Forum Discussion
Use x-forwarded-for to bypass authentication?
I am pretty new to all the irule stuff and the more advanced access policy stuff, so please be gentle on me.
What we are trying to do is when a connection is made to our F5, check the x-forwarded-for field and if it is a certain IP address range, then bypass the authentication in the access policy. We have users and systems that are making this connection and we want to users to have to do the two factor authentication we have in place, but the systems that make this connection cannot do the two factor authentication. So we want them to be able to skip over that. We are taking precautions on our WAF to prevent the spoofing of the x-forwarded-for header, so we should be OK there.
Any suggestions on how to do this? I am assuming, from what I have read... that I can create an irule that checks the x-forwarded-for and sets a variable depending on if it is in the range that we know is from the systems directly, and then somehow in the access policy, check for that variable, and if it is a certain value, go to success directly bypassing the SAML auth, but if it is not that value, then they go to the authentication to do their two factor auth.
Thanks for any help.
Jim
Hi Jim,
you could add this iRule
when HTTP_REQUEST { if {[HTTP::header exists X-Forwarded-For]}{ ACCESS::session data set session.user.clientip [HTTP::header X-Forwarded-For] } }
It will replace the Session Variable session.user.clientip with the value of the X-Forwarded-For header.
And then you could use the APM action Endpoint Security (Server-Side) >> IP Subnet Match in the APM Access Policy to check whether the IP is matching the allowed Subnets.
I didn't test the iRule, let me know whether it works or not.
KR
Daniel
EDIT: Typo in iRule
Hi Jim,
you could add this iRule
when HTTP_REQUEST { if {[HTTP::header exists X-Forwarded-For]}{ ACCESS::session data set session.user.clientip [HTTP::header X-Forwarded-For] } }
It will replace the Session Variable session.user.clientip with the value of the X-Forwarded-For header.
And then you could use the APM action Endpoint Security (Server-Side) >> IP Subnet Match in the APM Access Policy to check whether the IP is matching the allowed Subnets.
I didn't test the iRule, let me know whether it works or not.
KR
Daniel
EDIT: Typo in iRule
- Jim_StumboAltostratus
thank you very much. I will give this a shot.
- Jim_StumboAltostratus
It does not look like the iRule works. When I apply it, the website does not come up at all. I have not done the access policy part yet, but just doing the iRule makes it not respond. I am guessing that maybe by changing the clientIP, it is trying to respond to the client directly, instead of going back through the WAF?
See this diagram: https://devcentral.f5.com/s/articles/iRule-Event-Order-Flowchart
You could try and replace the HTTP_REQUEST with ACCESS_SESSION_STARTED.
Sorry.... I really should have tested the iRule.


## YOUR GOAL
The full listing should be set down again without a single alteration.
• • • • •
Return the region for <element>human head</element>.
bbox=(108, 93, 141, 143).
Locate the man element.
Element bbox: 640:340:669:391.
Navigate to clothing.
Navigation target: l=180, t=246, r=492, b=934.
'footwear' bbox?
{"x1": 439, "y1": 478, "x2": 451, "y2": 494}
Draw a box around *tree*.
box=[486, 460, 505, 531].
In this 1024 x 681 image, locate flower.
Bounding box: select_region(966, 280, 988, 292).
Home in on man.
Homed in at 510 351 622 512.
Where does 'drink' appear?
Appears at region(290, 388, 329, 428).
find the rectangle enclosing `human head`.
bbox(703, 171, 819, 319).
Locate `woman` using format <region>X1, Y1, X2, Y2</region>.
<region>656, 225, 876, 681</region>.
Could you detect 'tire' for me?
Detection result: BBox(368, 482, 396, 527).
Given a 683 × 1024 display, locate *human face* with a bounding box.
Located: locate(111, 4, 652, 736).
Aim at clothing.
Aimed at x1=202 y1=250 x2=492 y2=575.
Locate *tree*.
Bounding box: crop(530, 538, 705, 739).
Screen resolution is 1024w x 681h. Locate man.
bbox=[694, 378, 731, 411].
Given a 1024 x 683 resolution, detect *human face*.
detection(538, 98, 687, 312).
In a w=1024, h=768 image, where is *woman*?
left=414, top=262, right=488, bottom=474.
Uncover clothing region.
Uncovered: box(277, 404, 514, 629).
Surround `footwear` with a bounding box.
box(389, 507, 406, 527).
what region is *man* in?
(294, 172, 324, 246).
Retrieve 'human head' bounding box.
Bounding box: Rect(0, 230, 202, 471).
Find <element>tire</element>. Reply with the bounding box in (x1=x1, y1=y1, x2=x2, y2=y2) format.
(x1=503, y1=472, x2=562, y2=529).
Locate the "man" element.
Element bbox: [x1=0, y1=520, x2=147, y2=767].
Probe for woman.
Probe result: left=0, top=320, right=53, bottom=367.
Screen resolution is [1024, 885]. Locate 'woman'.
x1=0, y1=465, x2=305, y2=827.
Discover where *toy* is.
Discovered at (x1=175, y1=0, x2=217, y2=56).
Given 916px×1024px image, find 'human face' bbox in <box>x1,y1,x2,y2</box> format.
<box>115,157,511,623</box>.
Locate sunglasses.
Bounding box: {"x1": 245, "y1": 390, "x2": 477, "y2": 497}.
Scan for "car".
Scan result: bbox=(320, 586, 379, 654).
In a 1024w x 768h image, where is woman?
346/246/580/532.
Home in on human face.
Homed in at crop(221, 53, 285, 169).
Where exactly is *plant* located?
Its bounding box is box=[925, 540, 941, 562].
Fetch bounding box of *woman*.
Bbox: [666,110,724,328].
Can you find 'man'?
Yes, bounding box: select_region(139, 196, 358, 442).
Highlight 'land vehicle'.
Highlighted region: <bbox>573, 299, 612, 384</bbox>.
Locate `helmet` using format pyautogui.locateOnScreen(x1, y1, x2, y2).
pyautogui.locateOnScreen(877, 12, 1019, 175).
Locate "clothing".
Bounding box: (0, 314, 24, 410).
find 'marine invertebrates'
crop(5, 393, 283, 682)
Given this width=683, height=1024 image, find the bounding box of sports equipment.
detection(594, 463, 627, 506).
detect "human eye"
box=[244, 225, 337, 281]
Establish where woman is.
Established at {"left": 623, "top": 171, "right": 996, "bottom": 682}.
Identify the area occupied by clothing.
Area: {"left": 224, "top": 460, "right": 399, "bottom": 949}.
• • • • •
## RESPONSE AREA
Return the region for <element>human head</element>.
bbox=(108, 93, 141, 143).
Locate the man element.
Element bbox: 640:340:669:391.
Navigate to clothing.
Navigation target: l=180, t=246, r=492, b=934.
'footwear' bbox?
{"x1": 439, "y1": 478, "x2": 451, "y2": 494}
Draw a box around *tree*.
box=[486, 460, 505, 531].
In this 1024 x 681 image, locate flower.
Bounding box: select_region(966, 280, 988, 292).
Home in on man.
Homed in at 510 351 622 512.
Where does 'drink' appear?
Appears at region(290, 388, 329, 428).
find the rectangle enclosing `human head`.
bbox(703, 171, 819, 319).
Locate `woman` using format <region>X1, Y1, X2, Y2</region>.
<region>656, 225, 876, 681</region>.
Could you detect 'tire' for me?
Detection result: BBox(368, 482, 396, 527).
Given a 683 × 1024 display, locate *human face* with a bounding box.
Located: locate(111, 4, 652, 736).
Aim at clothing.
Aimed at x1=202 y1=250 x2=492 y2=575.
Locate *tree*.
Bounding box: crop(530, 538, 705, 739).
Screen resolution is 1024w x 681h. Locate man.
bbox=[694, 378, 731, 411].
Given a 1024 x 683 resolution, detect *human face*.
detection(538, 98, 687, 312).
In a w=1024, h=768 image, where is *woman*?
left=414, top=262, right=488, bottom=474.
Uncover clothing region.
Uncovered: box(277, 404, 514, 629).
Surround `footwear` with a bounding box.
box(389, 507, 406, 527).
what region is *man* in?
(294, 172, 324, 246).
Retrieve 'human head' bounding box.
Bounding box: Rect(0, 230, 202, 471).
Find <element>tire</element>. Reply with the bounding box in (x1=x1, y1=y1, x2=x2, y2=y2) format.
(x1=503, y1=472, x2=562, y2=529).
Locate the "man" element.
Element bbox: [x1=0, y1=520, x2=147, y2=767].
Probe for woman.
Probe result: left=0, top=320, right=53, bottom=367.
Screen resolution is [1024, 885]. Locate 'woman'.
x1=0, y1=465, x2=305, y2=827.
Discover where *toy* is.
Discovered at (x1=175, y1=0, x2=217, y2=56).
Given 916px×1024px image, find 'human face' bbox in <box>x1,y1,x2,y2</box> format.
<box>115,157,511,623</box>.
Locate sunglasses.
Bounding box: {"x1": 245, "y1": 390, "x2": 477, "y2": 497}.
Scan for "car".
Scan result: bbox=(320, 586, 379, 654).
In a 1024w x 768h image, where is woman?
346/246/580/532.
Home in on human face.
Homed in at crop(221, 53, 285, 169).
Where exactly is *plant* located?
Its bounding box is box=[925, 540, 941, 562].
Fetch bounding box of *woman*.
Bbox: [666,110,724,328].
Can you find 'man'?
Yes, bounding box: select_region(139, 196, 358, 442).
Highlight 'land vehicle'.
Highlighted region: <bbox>573, 299, 612, 384</bbox>.
Locate `helmet` using format pyautogui.locateOnScreen(x1, y1, x2, y2).
pyautogui.locateOnScreen(877, 12, 1019, 175).
Locate "clothing".
Bounding box: (0, 314, 24, 410).
find 'marine invertebrates'
crop(5, 393, 283, 682)
Given this width=683, height=1024 image, find the bounding box of sports equipment.
detection(594, 463, 627, 506).
detect "human eye"
box=[244, 225, 337, 281]
Establish where woman is.
Established at {"left": 623, "top": 171, "right": 996, "bottom": 682}.
Identify the area occupied by clothing.
Area: {"left": 224, "top": 460, "right": 399, "bottom": 949}.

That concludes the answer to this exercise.